Sympathy clouded Anqien’s eyes, though their face was twisted in a frown. There was nothing they could do but listen to her words, and mute the agony like earth muted rain. And they could keep doing that, if it meant keeping her in their life.

“I wish I could just scream,” she finally whispered. “I don't know how else to cope at this point.” 

“You can scream.”

And she did. Wind whistling through gaps in windowpanes, stormwater split by drain grilles, the first storm of summer screamed itself hoarse and she gripped their arm so hard they bruised. But it wouldn't be the last time.

The rain swept it away in a swirl, the sorrow and shame. Jinai held Anqien for the rest of the hour, and then she never held them again.

Oh, they were going to slip up. Oh, it was only a matter of time.


It didn’t take long—one blunder and then another and with comical timing, they realised they were in love.

The big race ended in the birth throes of summer, the way it always did. Anqien watched Jinai like one does a shooting star, staring unblinking as if it might wink out at any moment into the velvet night.

But she fell and fell, and they chased her light, and they crashed together in the twinkle of that blazing blue sky, the apocalyptic collision of a meteor and a moon. And as they did, as was tradition, the sky was swept by glowering grey.

While they kissed under canopies and sighed each other’s names, branches began to whistle their warning. In windows, the sky was shot through with black.

Then with a roll of thunder, the symphony they both knew by heart roused around them, plucking the strings of the bay, the cables and vangs, the guy ropes of storefronts. The weathered walls of Wulien reverberated with the first swell of rain, as if they had been built to do so, an amphitheatre for the rain.

Two fools kissing became two fools sprinting from the downpour, drenched to their toes. Diners peered through the restaurant facades with toasty bowls of noodles, but it was all wind chill out here, and mist splashing their shins.

They laughed, backs to the glass, as torrents cascaded onto the concrete.

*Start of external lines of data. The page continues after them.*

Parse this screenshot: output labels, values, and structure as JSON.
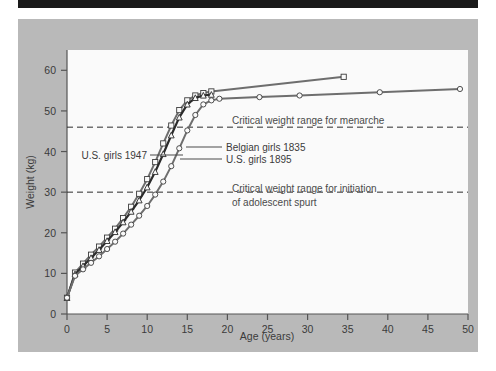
{
  "figure": {
    "background_color": "#b9b9b9",
    "plot_background_color": "#fafafa",
    "top_rule_color": "#1a1a1a"
  },
  "chart_data": {
    "type": "line",
    "title": "",
    "xlabel": "Age (years)",
    "ylabel": "Weight (kg)",
    "xlim": [
      0,
      50
    ],
    "ylim": [
      0,
      65
    ],
    "xticks": [
      0,
      5,
      10,
      15,
      20,
      25,
      30,
      35,
      40,
      45,
      50
    ],
    "xtick_labels": [
      "0",
      "5",
      "10",
      "15",
      "20",
      "25",
      "30",
      "35",
      "40",
      "45",
      "50"
    ],
    "yticks": [
      0,
      10,
      20,
      30,
      40,
      50,
      60
    ],
    "ytick_labels": [
      "0",
      "10",
      "20",
      "30",
      "40",
      "50",
      "60"
    ],
    "grid": false,
    "legend_position": "inline-leader-labels",
    "series": [
      {
        "name": "U.S. girls 1947",
        "marker": "square",
        "color": "#6e6e6e",
        "x": [
          0,
          1,
          2,
          3,
          4,
          5,
          6,
          7,
          8,
          9,
          10,
          11,
          12,
          13,
          14,
          15,
          16,
          17,
          18,
          34.5
        ],
        "y": [
          4.0,
          10.2,
          12.4,
          14.6,
          16.6,
          18.8,
          21.0,
          23.6,
          26.4,
          29.6,
          33.2,
          37.4,
          42.0,
          46.4,
          50.2,
          52.6,
          53.8,
          54.4,
          54.8,
          58.4
        ]
      },
      {
        "name": "Belgian girls 1835",
        "marker": "triangle",
        "color": "#2b2b2b",
        "x": [
          0,
          1,
          2,
          3,
          4,
          5,
          6,
          7,
          8,
          9,
          10,
          11,
          12,
          13,
          14,
          15,
          16,
          17,
          18
        ],
        "y": [
          4.0,
          9.8,
          11.8,
          13.8,
          15.8,
          18.0,
          20.2,
          22.6,
          25.2,
          28.0,
          31.2,
          35.0,
          39.4,
          44.0,
          48.4,
          51.6,
          53.2,
          53.8,
          54.0
        ]
      },
      {
        "name": "U.S. girls 1895",
        "marker": "circle",
        "color": "#6e6e6e",
        "x": [
          0,
          1,
          2,
          3,
          4,
          5,
          6,
          7,
          8,
          9,
          10,
          11,
          12,
          13,
          14,
          15,
          16,
          17,
          18,
          19,
          24,
          29,
          39,
          49
        ],
        "y": [
          4.0,
          9.4,
          11.0,
          12.6,
          14.2,
          16.0,
          17.8,
          19.8,
          22.0,
          24.2,
          26.6,
          29.4,
          32.6,
          36.4,
          40.8,
          45.2,
          49.0,
          51.6,
          52.6,
          53.0,
          53.4,
          53.8,
          54.6,
          55.4
        ]
      }
    ],
    "reference_lines": [
      {
        "id": "menarche",
        "y": 46,
        "style": "dashed",
        "label": "Critical weight range for menarche"
      },
      {
        "id": "adolescent-spurt",
        "y": 30,
        "style": "dashed",
        "label_line1": "Critical weight range for initiation",
        "label_line2": "of adolescent spurt"
      }
    ],
    "annotations": [
      {
        "id": "us-1947",
        "text": "U.S. girls 1947"
      },
      {
        "id": "belgian-1835",
        "text": "Belgian girls 1835"
      },
      {
        "id": "us-1895",
        "text": "U.S. girls 1895"
      }
    ]
  }
}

Pools on granite, rivulets on cheeks, not an inch of Wulien would be dry once the storm was through.

“I told you we'd forget about the rain,” laughed Jinai. “I told you, it always happens.” Ringlets of hair hung damp on her brow and when she grinned, their heart ached for all the joy and tears to come.

“Worth it,” they replied, squeezing her wet hand with theirs. “And it won't be the last time.”